Incoming

When you stop to think about it, language is a funny thing. It is bound by endless rules that we spend every stage of education learning, making it so ingrained into our beings that we often take it for grant it. People who know the rules usually don’t stop to think about them or question them until someone asks the all important question of ‘why’ and anyone who has tried to pick up a second language later in life can tell you that sometimes it is like there is no rules at all!

Language is all at once beautiful, thought provoking, meaningful, confusing and infuriating. It is how we express ourselves, how we communicate to show gratitude and compassion as well as how we illustrate why someone is wrong when we are in an argument or tell them where to go when they anger us. Taking all of this into consideration, it is no wonder that there is so much fuss made over a child’s first words.

If were being honest though, I’ve never really understood why someone’s first word is so important.
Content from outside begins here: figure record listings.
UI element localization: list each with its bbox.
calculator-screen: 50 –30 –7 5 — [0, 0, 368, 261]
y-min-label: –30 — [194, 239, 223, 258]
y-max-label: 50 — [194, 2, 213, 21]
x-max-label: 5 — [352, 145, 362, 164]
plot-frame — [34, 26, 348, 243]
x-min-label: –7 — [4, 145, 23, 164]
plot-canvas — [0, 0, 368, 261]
I certainly do not remember mine and really, is the first word someone says actually all that important? Isn’t it just repetition? Does it even mean anything at all?

If you ask me, I think that chosen words should be weighted far more heavily, even better if they are paired with the actions to back them up. This was something my dad taught me at a young age. There were many lessons over the years (any involving math at the kitchen table usually didn’t end well) but this one certainly stuck, perhaps because it did not involve books, equations or formulas and it was also a lesson in gravity.
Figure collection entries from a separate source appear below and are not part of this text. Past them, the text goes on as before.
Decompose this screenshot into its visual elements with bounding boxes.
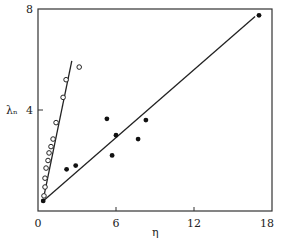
open-data-point <box>61 95 66 100</box>
fit-line <box>43 17 255 201</box>
filled-data-point <box>257 13 262 18</box>
x-tick-label: 12 <box>187 217 201 230</box>
x-tick-label: 6 <box>113 217 120 230</box>
x-tick-label: 18 <box>260 217 274 230</box>
filled-data-point <box>73 163 78 168</box>
y-tick-label: 4 <box>26 104 33 117</box>
open-data-point <box>43 176 48 181</box>
filled-data-point <box>110 153 115 158</box>
open-data-point <box>64 77 69 82</box>
open-data-point <box>49 144 54 149</box>
x-axis-label: η <box>152 226 159 239</box>
open-data-point <box>77 65 82 70</box>
x-tick-label: 0 <box>35 217 42 230</box>
filled-data-point <box>64 167 69 172</box>
open-data-point <box>47 151 52 156</box>
y-axis-label: λₙ <box>6 104 18 117</box>
fit-lines <box>43 17 255 201</box>
open-data-point <box>46 158 51 163</box>
scatter-chart: 06121848 λₙ η <box>0 0 282 241</box>
open-data-point <box>44 166 49 171</box>
plot-frame <box>38 9 272 211</box>
open-data-point <box>42 194 47 199</box>
open-data-point <box>51 137 56 142</box>
filled-data-point <box>114 133 119 138</box>
open-data-point <box>54 120 59 125</box>
filled-data-point <box>136 137 141 142</box>
filled-data-point <box>144 118 149 123</box>
y-tick-label: 8 <box>26 3 33 16</box>
filled-data-point <box>41 199 46 204</box>
filled-data-point <box>105 116 110 121</box>
open-data-point <box>43 185 48 190</box>
axis-ticks: 06121848 <box>26 3 274 230</box>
The teaching tool? A toy soldier with a parachute, the flimsy plastic kind that you fold just right so that when you toss it up in the air it floats down almost majestically. Of course, tossing it up into the air isn’t really best practice. To get the best results you need height. I was enthralled by this and my dad was happy to indulge my fascination, refolding the parachute so that we could toss it over the stair landing and watch it float down only to do it all over again. When my mom walked in I was thrilled to show her what I had learned and promptly threw the toy soldier over the railing at her yelling “incoming!” … She was not amused.